Winter Work Out
18/11/06
Volunteers, John, Brian and Kate were given a master class in the art of coppicing by park warden Anne Litherland. The coppicing took place on the Blackberry Slopes area of the park where the trees had become overgrown and were restricting the growth of other plants.
Coppicing is an ancient way of managing woodlands to produce a marketable crop of wood. It creates a structure which varies from open glade, through brambles and scrub on newly exposed areas, dense thickets of competing young saplings growing around fallen tree trunks, and close shaded canopies of mature forest to ancient stag headed trees. Woods are divided into compartments and trees and shrubs are cut back on rotation based on the number of years it takes for the 'underwood' to reach its desired size. This gives rise to an irregular patchwork of panels of trees of different ages, offering wildlife a wide range of habitats.
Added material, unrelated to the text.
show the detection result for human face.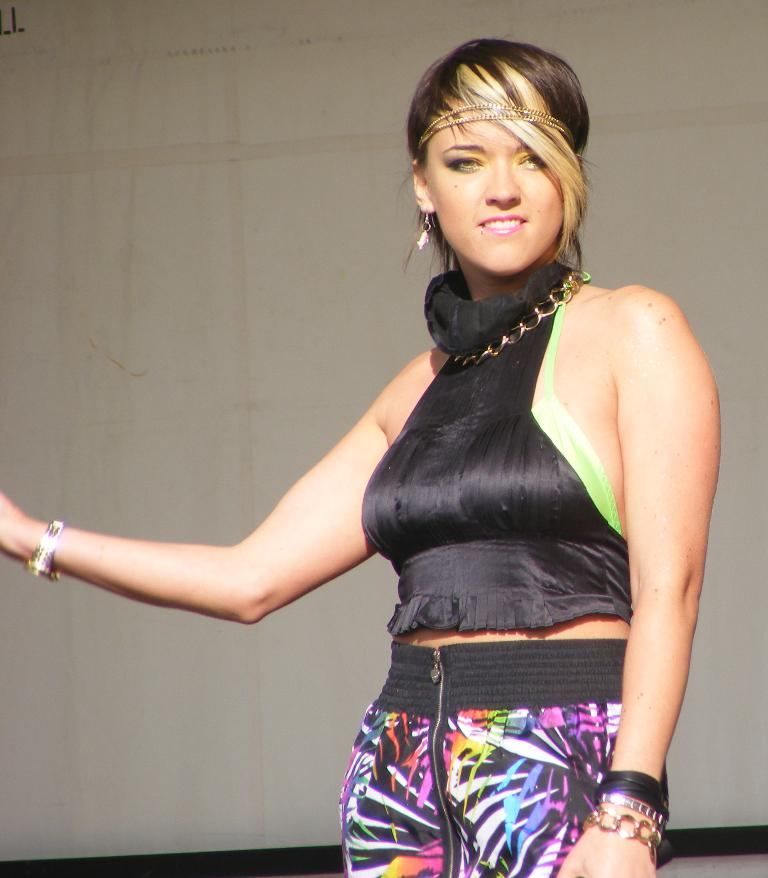
{"left": 423, "top": 79, "right": 581, "bottom": 275}.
Felling trees in this way does not kill the wood. Bradfield wood in Suffolk, first recorded in 1252, though possibly old even then, has been cut down at least 70 times in its history of coppice management.
Hazel is grown as a simple coppice or coppice with standards. The wood is divided into coups or cutting areas. In Blackberry Slopes we are concentrating on one coup. Felling occurs during the winter months when the sap is down. This is to avoid disturbance to the wildlife, through spring cutting and because summer cut hazel makes low quality products.